Chelsea winning the final at MetLife Stadium produced the ceremonial moment Trump and Infantino shared — the trophy presentation — which is one of the few ceremonial roles in global sport that a sitting U.S. president is typically not asked to fulfill. Trump’s active participation in the trophy handoff, coupled with FIFA’s donation of the original trophy to the Oval Office, signals the depth of the relationship the administration and FIFA have built in the run-up to 2026.
Chelsea Receive Medals
In addition to the trophy handoff, Trump personally presented medals to each Chelsea player. That is an unusual role for a president. Gold medals at soccer finals are normally presented by FIFA officials, federation presidents, or head-of-state hosts — rarely by the U.S. president, because U.S. soccer finals at this level are rarely attended by the president.
The medal-by-medal walk down the Chelsea lineup would have involved 20-plus one-on-one interactions: handshake, medal, brief exchange, next player. For the Chelsea squad, it is the kind of moment that becomes a career-long “the president put the medal on me” memory. For Trump, it is extended on-camera time with international athletes — a soft-power photo-op that accumulates dozens of individual interactions into a single ceremony.
The Star-Spangled Banner
A smaller-but-notable detail: the president sang along to the Star-Spangled Banner as it played before the match. Singing along at sporting events is common but not universal for presidents. Some do. Some don’t. Trump’s decision to sing audibly and visibly on camera fits his broader posture that public patriotism should be unambiguous and unapologetic.

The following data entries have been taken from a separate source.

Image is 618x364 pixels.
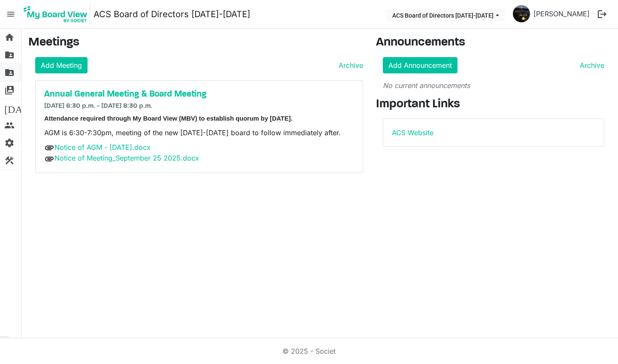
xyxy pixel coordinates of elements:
[392,128,433,137] a: ACS Website
[21,3,93,25] a: My Board View Logo
[44,89,354,100] a: Annual General Meeting & Board Meeting
[282,347,336,355] a: © 2025 - Societ
[55,154,199,162] a: Notice of Meeting_September 25 2025.docx
[530,5,593,22] a: [PERSON_NAME]
[593,5,611,23] button: logout
[93,5,250,23] a: ACS Board of Directors [DATE]-[DATE]
[35,57,87,73] a: Add Meeting
[4,134,15,151] span: settings
[4,46,15,63] span: folder_shared
[576,60,604,70] a: Archive
[4,117,15,134] span: people
[55,143,151,151] a: Notice of AGM - [DATE].docx
[44,154,55,164] span: attachment
[383,57,457,73] a: Add Announcement
[4,29,15,46] span: home
[376,36,611,50] h3: Announcements
[387,9,505,21] button: ACS Board of Directors 2024-2025 dropdownbutton
[4,64,15,81] span: folder_shared
[383,80,604,90] p: No current announcements
[4,152,15,169] span: construction
[21,3,90,25] img: My Board View Logo
[28,36,363,50] h3: Meetings
[4,82,15,99] span: switch_account
[4,99,37,116] span: [DATE]
[376,97,611,112] h3: Important Links
[44,102,354,111] h6: [DATE] 6:30 p.m. - [DATE] 8:30 p.m.
[335,60,363,70] a: Archive
[2,6,19,22] span: menu
[513,5,530,22] img: m-dTpnBF_tlO4K6xenF10sU1D5ipUpE1k0fBkphRAVex5LDKgy7TzKuCFNd5_jJu_ufj7j4MyDkpIPdVQq1Kvw_thumb.png
[44,115,292,122] span: Attendance required through My Board View (MBV) to establish quorum by [DATE].
[44,128,354,138] p: AGM is 6:30-7:30pm, meeting of the new [DATE]-[DATE] board to follow immediately after.
[44,142,55,153] span: attachment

For a cohort of attendees — the Chelsea squad, the opposing club, thousands of international fans — seeing the American president sing along to the anthem is the kind of image that communicates how seriously the sitting president treats the ceremonial dimension of the job.
The Day’s Texture
Against the week’s backdrop of Powell-vs.-Trump monetary fights, disappointed-Putin rhetoric, State Department layoffs, Texas flood recovery, and ICE operations in California, the FIFA day stood apart. It was a president at a stadium, watching soccer, remembering Pelé in the Meadowlands four decades ago, helping hand a trophy to Chelsea, putting medals around young athletes’ necks, and singing the anthem.

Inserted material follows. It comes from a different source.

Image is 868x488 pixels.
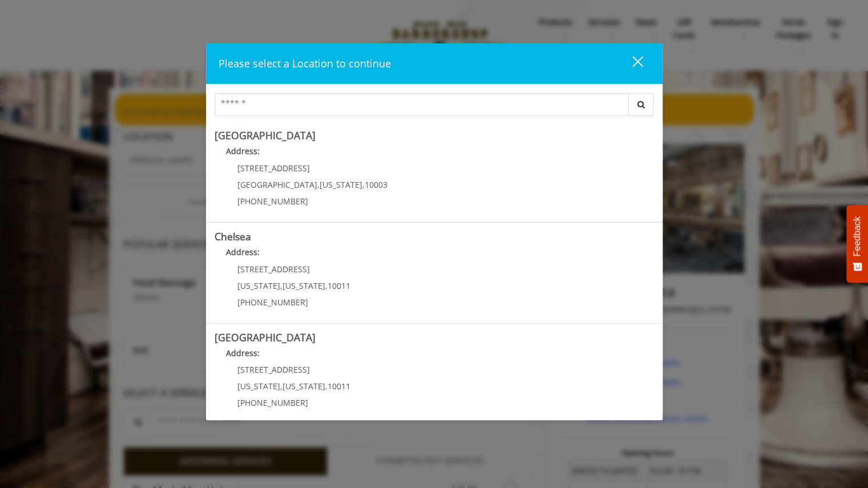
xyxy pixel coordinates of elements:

It is a reminder that presidential days contain multitudes. The same executive who this week threatened to revoke Rosie O’Donnell’s citizenship, argued Powell should quit, and voiced disappointment with Vladimir Putin, also spent a Sunday afternoon in a good mood at a soccer final, reminiscing about watching Pelé as a young man.
Both versions are Trump. Both are part of the second-term presidency. The trophy that now lives in the Oval Office is, in a small way, a physical object that marks this particular Sunday — a keepsake from a president who came to a stadium to enjoy the sport and stayed for the handoff.
Key Takeaways
- At the FIFA Club World Cup final at MetLife Stadium, Trump named Pelé as the sport’s GOAT, recalling “many years ago when I was young, they brought a player named Pelé to play … I came to watch Pelé and he was fantastic” at the original Meadowlands stadium.
- Trump revealed FIFA permanently gave the Club World Cup trophy to the Oval Office: “He says, ‘We’re never going to pick it up. You can have it forever in the Oval Office. We’re making a new one.’”
- On football vs. soccer: “They would call it football, but I guess we call it soccer. I’m not sure that change can be made very easily” — a rare Trump concession that some things resist presidential fiat.
- Chelsea won the 2025 FIFA Club World Cup in an upset that Trump engaged with actively, calling it “a little bit of an upset … surprising. So far it’s incredible.”
- Trump personally presented medals to each Chelsea player, helped Infantino with the trophy handoff, and sang the Star-Spangled Banner — an unusual depth of presidential ceremonial participation in a FIFA event.